This is the story of how Henry VII came to be king, from his birth in Wales, to his crowning and marriage to Elizabeth of York.
I really liked the descriptions of life during the Wars of the Roses, how fickle the nobility seemed to be, swapping allegiances in order to keep their lands, possessions and lives. There was a good deal of action as well. Sieges, battles, hunts: mostly though, Henry had to wait around a lot, hoping that foreign dignitaries would keep him and feed and clothe him, not to mention the money that was sent over from the Crown in order to keep him away. Whilst eh was held captive in Wales, this was to the advantage of the man keeping him: he got to hold Henry's title and lands.
The Wars of the Roses can be very complicated and longwinded - there was a lot of to-ing and fro-ing between the sides. This is a good way to understand the Lancastrian (Henry's) side of the history. And it was fascinating to read.

Many thanks to Sapere Books for my copy to read and honestly review.
  
Witch's Betrayal
Witch's Betrayal
Crystal Ash | 2019 | Romance
9
9.0 (1 Ratings)
Book Rating
Written so well (0 more)
Great instalment
Contains spoilers, click to show
I know who I really am. But if my coven finds out, they’ll hunt me down until I’m erased from history.

Seth, the arrogant demon hunter, is dangerously close to knowing too much. If that prick gets anywhere near one of my demons, there will be Hell to pay. Unfortunately, he’s also the one teaching me shadow magic.

Secrets hide in the shadows. And some secrets should never be known. But I won’t stop looking for who killed my birth mother. If I must face trauma from my previous lives, so be it.

I have my lovers. I have my coven. But I still need answers.




I really enjoy Crystals approach to demons and angels, heaven and hell! Her character development is so good and she writes her sex scenes making you want more without it overpowering the story! This is the 3rd book and i flew through it! Her style has such a nice flow from one book to another!

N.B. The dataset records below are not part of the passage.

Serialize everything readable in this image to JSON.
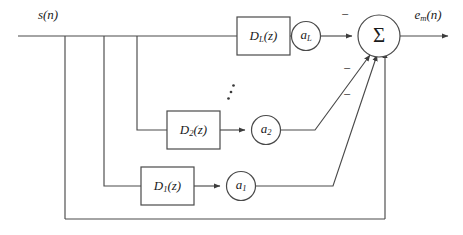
{
  "diagram": {
    "input_label": "s(n)",
    "output_label_base": "e",
    "output_label_sub": "m",
    "output_label_tail": "(n)",
    "summing_node_symbol": "Σ",
    "ellipsis_symbol": "vertical-dots",
    "sign_marks": [
      "−",
      "−",
      "−"
    ],
    "branches": [
      {
        "id": "branch-L",
        "delay_base": "D",
        "delay_sub": "L",
        "delay_tail": "(z)",
        "gain_base": "a",
        "gain_sub": "L",
        "sign": "−"
      },
      {
        "id": "branch-2",
        "delay_base": "D",
        "delay_sub": "2",
        "delay_tail": "(z)",
        "gain_base": "a",
        "gain_sub": "2",
        "sign": "−"
      },
      {
        "id": "branch-1",
        "delay_base": "D",
        "delay_sub": "1",
        "delay_tail": "(z)",
        "gain_base": "a",
        "gain_sub": "1",
        "sign": "−"
      }
    ],
    "colors": {
      "background": "#ffffff",
      "wire": "#4a4a4a",
      "text": "#1b1b1b",
      "arrow": "#3c3c3c"
    }
  }
}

I'm lookin forward to seeing where things go from here now the 4 are about to become 5 while contending with the witches hunting them!!
  
Village of the Damned (1995)
Village of the Damned (1995)
1995 | Horror, Mystery, Sci-Fi
5
6.2 (15 Ratings)
Movie Rating
Thumpingly unsubtle SF remake turns up the horror dial but doesn't seem aware that sometimes less is more. After a strange town-wide blackout, the citizens of Midwich (do they really have 'villages' in Northern California, anyway?) discover ten women have simultaneously become pregnant. They give birth to eerily similar children who seem to have psychic powers.

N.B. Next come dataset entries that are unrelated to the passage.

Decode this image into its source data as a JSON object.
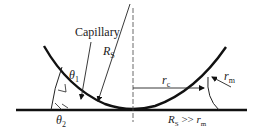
{
  "diagram": {
    "labels": {
      "capillary": "Capillary",
      "rs": "R",
      "rs_sub": "S",
      "theta1": "θ",
      "theta1_sub": "1",
      "theta2": "θ",
      "theta2_sub": "2",
      "rc": "r",
      "rc_sub": "c",
      "rm": "r",
      "rm_sub": "m",
      "condition_r": "R",
      "condition_sub_s": "S",
      "condition_op": " >> ",
      "condition_rm": "r",
      "condition_sub_m": "m"
    },
    "colors": {
      "stroke": "#111111",
      "background": "#ffffff"
    }
  }
}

Released in 1995, this is very much The Midwich Cuckoos for the X Files generation, but ends up just another signpost marking the decline of John Carpenter as a film-maker worth paying attention to. The sad thing is that he really does seem familiar with both the original British film and the source novel (elements of the book missing from the 1960 film reappear here) and is obviously trying to do his best to honour them, but where John Wyndham is chillingly subtle and understated, John Carpenter is just walloping the audience with a succession of predictable set-piece 'shocks'. Reasonable CGI but overall it looks cheap and unconvincing; some reasonable performances from an interesting cast, but there's a limit to what they can do with such a duff script.
  
Flying Colours
Flying Colours
CS Forester | 2006 | Fiction & Poetry
9
9.0 (1 Ratings)
Book Rating
Chronologically the seventh (of eleven) of CS Forester's Hornblower series of books, this was actually the third published in the series, and follows on pretty much directly from the ending of 'Ship of the Line', with Hornblower and his men captured by the French after he had to surrender the HMS Sutherland at the end of that previous book.

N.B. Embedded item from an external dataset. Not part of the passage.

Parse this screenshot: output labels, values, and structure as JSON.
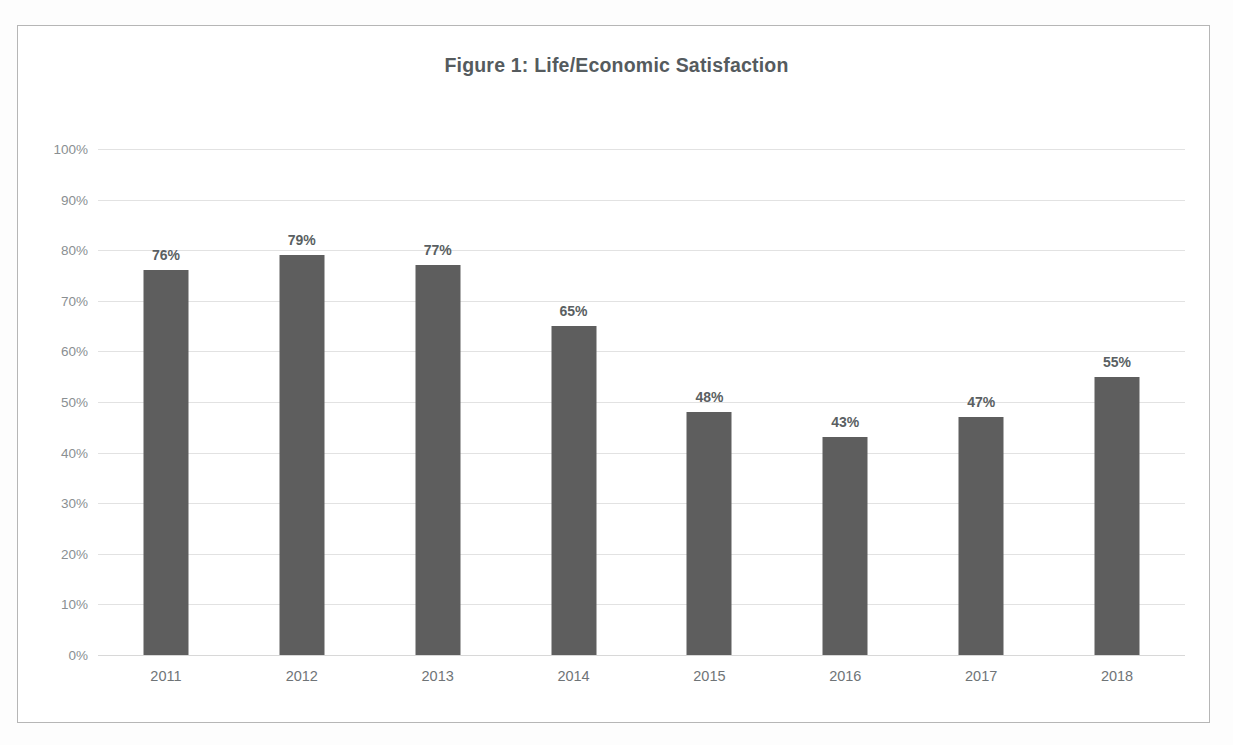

Unlike the other entries, this one takes place largely on land, with the majority - a good two thirds, say - of the novel dealing with Hornblower's (and Bush, and Brown) captivity, escape from the same and journeys across France before a daring raid that sees him recapture and return home (where he has been presumed dead) with a (now re)captured British vessel.

As such, this is perhaps more character-driven than we have been used to so far, with large swathes of the book concerned with Hornblower himself and his mental state, riven with self-doubt and jealousy, and unsure of how his surrender will be viewed at home: a home where he is both unhappily married and awaiting the birth of his third child (after the death of his previous two to Smallpox).